You know the only thing I ever heard him complain about? The word “recluse.” He’d heard it said about him, and he didn’t like it. This was no Howard Hughes. The very idea of a hermit’s life would repel him.
This was a regular guy who happened to get really rich, a guy who was all about family — one wife, seven kids — who didn’t hunger for headlines, didn’t collect expensive toys, and never strayed far from his roots (“I don’t have six houses around the world…” he once told me, “Holy cripes. I couldn’t handle it!”), a man who sometimes felt unworthy of things but never felt above them.
Perhaps that’s why he funded so many huge charity efforts and an equal number of quiet, small ones, like paying Rosa Parks’ rent for years, or helping to launch Bright Beginnings, a day care center for infants of mothers going through treatment or homelessness.
More crust than sauce. Mike Ilitch left the spicy stuff to other billionaires. And perhaps because he made his first fortune in pizza, he never forgot that people — especially the customers — mattered.
I asked him once, before he purchased the Tigers, what his priorities would be if he ever got them. He rattled them off, one, two, three. You know what No. 1 was?
The fans.
“I have to please them,” he said. “I have to excite them. And I have to earn their respect.”
Say good-bye to Mr.

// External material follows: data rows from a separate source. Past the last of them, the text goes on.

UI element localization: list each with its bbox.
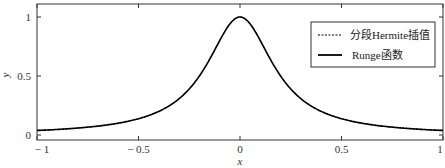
legend: 分段Hermite插值 Runge函数 [311, 22, 435, 67]
x-tick-label: 0.5 [335, 143, 349, 155]
y-tick-label: 0.5 [17, 70, 31, 82]
y-axis-label: y [0, 72, 11, 78]
legend-label-runge: Runge函数 [352, 49, 403, 61]
x-tick-label: − 1 [35, 143, 49, 155]
legend-label-hermite: 分段Hermite插值 [350, 28, 430, 41]
y-tick-label: 1 [26, 11, 32, 23]
x-tick-label: − 0.5 [127, 143, 150, 155]
y-tick-label: 0 [26, 129, 32, 141]
x-axis-label: x [237, 155, 243, 167]
x-tick-label: 0 [237, 143, 243, 155]
runge-chart: − 1− 0.500.51 00.51 x y 分段Hermite插值 Rung… [0, 0, 445, 168]
x-tick-label: 1 [437, 143, 443, 155]
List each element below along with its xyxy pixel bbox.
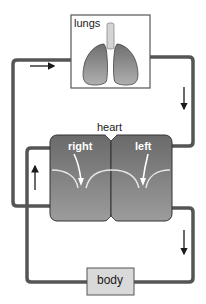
heart-label: heart [97, 121, 122, 133]
trachea-icon [107, 23, 114, 49]
lungs-label: lungs [74, 17, 100, 29]
heart-left-label: left [135, 140, 152, 152]
body-label: body [97, 273, 123, 287]
circulation-diagram: lungs heart right left body [0, 0, 206, 304]
pulmonary-vein-pipe [150, 57, 193, 146]
heart-right-label: right [68, 140, 92, 152]
diagram-canvas [0, 0, 206, 304]
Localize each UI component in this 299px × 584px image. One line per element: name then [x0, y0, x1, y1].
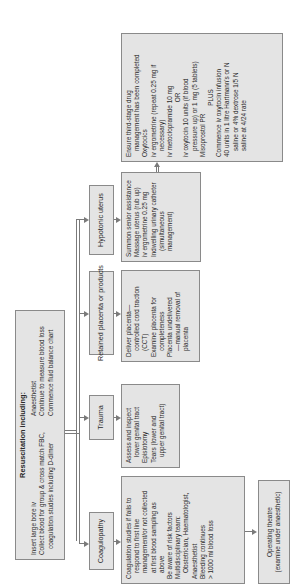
- trauma-detail-box: Assess and inspect lower genital tract E…: [121, 384, 180, 468]
- detail-line: Anaesthetist: [191, 481, 199, 579]
- cause-label: Hypotonic uterus: [97, 193, 105, 247]
- flowchart-rotated: Resuscitation including: Insert large bo…: [0, 0, 299, 584]
- detail-line: lower genital tract: [133, 389, 141, 463]
- arrow-icon: [154, 162, 160, 167]
- detail-line: upper genital tract): [158, 389, 166, 463]
- detail-line: (CCT): [141, 275, 149, 357]
- detail-line: management/or not collected: [141, 481, 149, 579]
- detail-line: Operating theatre: [266, 507, 274, 557]
- detail-line: Episiotomy: [141, 389, 149, 463]
- detail-line: respond to first line: [133, 481, 141, 579]
- detail-line: Examine placenta for: [150, 275, 158, 357]
- oxytocics-box: Ensure third-stage drug management has b…: [121, 33, 283, 162]
- coagulopathy-detail-box: Coagulation studies if fails to respond …: [121, 476, 245, 584]
- resuscitation-line: Continue to measure blood loss: [38, 326, 46, 416]
- resuscitation-line: Commence fluid balance chart: [47, 326, 55, 416]
- connector-line: [76, 219, 84, 220]
- detail-line: Ensure third-stage drug: [125, 38, 133, 157]
- resuscitation-box: Resuscitation including: Insert large bo…: [15, 310, 65, 560]
- resuscitation-line: coagulation studies including D-dimer: [47, 432, 55, 555]
- cause-hypotonic-uterus: Hypotonic uterus: [89, 185, 114, 255]
- operating-theatre-box: Operating theatre (examine under anaesth…: [258, 480, 290, 584]
- detail-line: management): [166, 177, 174, 257]
- detail-line: Oxytocics: [141, 38, 149, 157]
- detail-line: OR: [174, 38, 182, 157]
- detail-line: necessary): [158, 38, 166, 157]
- detail-line: Multidisciplinary team:: [174, 481, 182, 579]
- resuscitation-left-column: Insert large bore iv Collect blood for g…: [30, 432, 55, 555]
- hypotonic-uterus-detail-box: Summon senior assistance Massage uterus …: [121, 172, 201, 262]
- detail-line: Summon senior assistance: [125, 177, 133, 257]
- detail-line: (simultaneous: [158, 177, 166, 257]
- detail-line: Placenta undelivered: [166, 275, 174, 357]
- arrow-icon: [252, 529, 257, 535]
- detail-line: pressure up) or 1 mg (5 tablets): [191, 38, 199, 157]
- detail-line: Assess and inspect: [125, 389, 133, 463]
- detail-line: Commence iv oxytocin infusion: [215, 38, 223, 157]
- resuscitation-line: Anaesthetist: [30, 326, 38, 416]
- detail-line: at first blood sampling as: [150, 481, 158, 579]
- detail-line: Misoprostol PR: [199, 38, 207, 157]
- retained-placenta-detail-box: Deliver placenta— controlled cord tracti…: [121, 270, 200, 362]
- detail-line: iv ergometrine 0.25 mg: [141, 177, 149, 257]
- cause-label: Retained placenta or products: [97, 265, 105, 361]
- resuscitation-right-column: Anaesthetist Continue to measure blood l…: [30, 326, 55, 416]
- resuscitation-line: Collect blood for group & cross match FB…: [38, 432, 46, 555]
- detail-line: Massage uterus (rub up): [133, 177, 141, 257]
- detail-line: > 1000 ml blood loss: [207, 481, 215, 579]
- cause-trauma: Trauma: [89, 395, 114, 440]
- resuscitation-title: Resuscitation including:: [19, 315, 27, 555]
- connector-bus: [79, 219, 80, 544]
- detail-line: iv metoclopramide 10 mg: [166, 38, 174, 157]
- detail-line: PLUS: [207, 38, 215, 157]
- detail-line: placenta: [182, 275, 190, 357]
- detail-line: controlled cord traction: [133, 275, 141, 357]
- detail-line: Deliver placenta—: [125, 275, 133, 357]
- detail-line: 40 units in 1 litre Hartmann's or N: [223, 38, 231, 157]
- detail-line: saline at 4/24 rate: [240, 38, 248, 157]
- detail-line: saline or 4% dextrose 1/5 N: [232, 38, 240, 157]
- detail-line: Bleeding continues: [199, 481, 207, 579]
- cause-coagulopathy: Coagulopathy: [89, 512, 114, 570]
- connector-line: [65, 430, 76, 431]
- detail-line: iv oxytocin 10 units (if blood: [182, 38, 190, 157]
- cause-label: Trauma: [97, 405, 105, 430]
- detail-line: Obstetrician, Haematologist,: [182, 481, 190, 579]
- detail-line: management has been completed: [133, 38, 141, 157]
- detail-line: iv ergometrine (repeat 0.25 mg if: [150, 38, 158, 157]
- detail-line: —manual removal of: [174, 275, 182, 357]
- detail-line: above: [158, 481, 166, 579]
- detail-line: Tears (lower and: [150, 389, 158, 463]
- detail-line: Indwelling urinary catheter: [150, 177, 158, 257]
- cause-label: Coagulopathy: [97, 519, 105, 563]
- detail-line: (examine under anaesthetic): [274, 492, 282, 573]
- cause-retained-placenta: Retained placenta or products: [89, 271, 114, 355]
- detail-line: completeness: [158, 275, 166, 357]
- detail-line: Be aware of risk factors: [166, 481, 174, 579]
- detail-line: Coagulation studies if fails to: [125, 481, 133, 579]
- connector-bus: [76, 219, 77, 541]
- resuscitation-line: Insert large bore iv: [30, 432, 38, 555]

I. He died having checked off all three.
Contact Mitch Albom: malbom@freepress.com. Check out the latest updates with his charities, books and events at mitchalbom.com. Catch “The Mitch Albom Show” 5-7 p.m. weekdays on WJR-AM (760). Follow him on Twitter @mitchalbom. To read his recent columns, go to freep.com/sports/mitch-albom.
Only you Mitch can write such a tribute to an icon in Detroit who did so much for the city. I enjoyed your show tonight. Listening to stories about Mike Ilitch. A lot of people thought a lot of him and respected him which is always nice to see.